Friday, 19th April 2024
To guardian.ng
Search

Include Climate Change study in curriculum, activist urges FG

By NAN
06 September 2017   |   2:54 pm
An environmental activist, Ramatu Tijjani has urged the Federal Government to introduce Climate Change Education into the nation’s school curriculum.

PHOTO: imeela.com

An environmental activist, Ramatu Tijjani has urged the Federal Government to introduce Climate Change Education into the nation’s school curriculum.

She said in an interview with the News Agency of Nigeria (NAN) on Wednesday in Kaduna that teaching the subject in Nigerian schools would help save the environment and ensure sustainable action to mitigate its causes.

Tijjani who runs `Foundation for Protecting Women and Children’ said it was important to build the capacity of the youth to deal effectively with all problems associated with climate change in the country.

“Nigerian primary, secondary and tertiary school curriculum need to incorporate climate change issues like the rest of the world, because education is an essential element of the global response to climate change.

“Educators need to help students learn more about climate change, in and outside classroom, and also introduce new methodologies in teaching science subject through local languages to enable the young ones understand better.”

She also advocated that climate study be adopted by African Union, so that the continent would be saved from all forms of threat and related diseases associated with climate change.

“This will help young children in Africa understand and address the impact of global warming and encourage changes in the perspective climate change is viewed and its impact on the environment.

“Our planet is warming day-by-day, and its temperatures are fast heading toward levels that scientists believe will threaten humans and the natural world in the future.

“Therefore, it is advisable and very vital to immensely educate the young ones in their schools about climate change and various diseases associated with global warming.

“Today, worldwide, there is an apparent increase in many infectious diseases, including some newly-circulating ones.

“This reflects the combined impacts of rapid demographic, environmental, social, technological and other changes in our ways of living.

“Climate change also affect infectious disease occurrence,” she said.

Tijjani stressed that the study would “create greater awareness and youth participation in the protection of their environment and enable children learn various methods in adapting to climate change-related trends in their local communities.

“Knowledge of climate change will surely create opportunities for young people to learn more about it and the various ways to adapt to any environmental and natural situations.

“Climate change has now forced the emergence of more Insect-Borne Diseases which are extremely harder to control.

“We are calling for increased attention and action in developing global monitoring networks to look at a wide variety of infectious diseases in a wide variety of wildlife since they are such sensitive indicators of the health of the systems in which they live.”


» **WHAT YOU SHOULD DO**:
The whole listing needs to be written out exactly, except for any images.

*** Opening of INPUT DATA ***

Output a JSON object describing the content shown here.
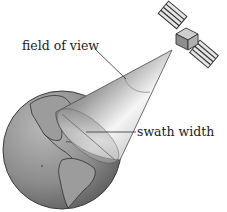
{
  "diagram": {
    "labels": {
      "field_of_view": "field of view",
      "swath_width": "swath width"
    },
    "elements": {
      "satellite": "satellite-icon",
      "earth": "globe-icon",
      "cone": "field-of-view-cone"
    },
    "colors": {
      "background": "#ffffff",
      "text": "#222222",
      "globe_base": "#8a8a8a",
      "cone_light": "#f4f4f4",
      "cone_dark": "#6e6e6e",
      "leader_line": "#444444"
    }
  }
}
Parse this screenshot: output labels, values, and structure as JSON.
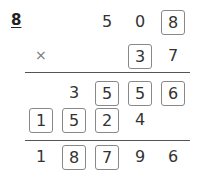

*** Close of INPUT DATA ***

» **RESPONSE BOX**:
Output a JSON object describing the content shown here.
{
  "diagram": {
    "labels": {
      "field_of_view": "field of view",
      "swath_width": "swath width"
    },
    "elements": {
      "satellite": "satellite-icon",
      "earth": "globe-icon",
      "cone": "field-of-view-cone"
    },
    "colors": {
      "background": "#ffffff",
      "text": "#222222",
      "globe_base": "#8a8a8a",
      "cone_light": "#f4f4f4",
      "cone_dark": "#6e6e6e",
      "leader_line": "#444444"
    }
  }
}
Parse this screenshot: output labels, values, and structure as JSON.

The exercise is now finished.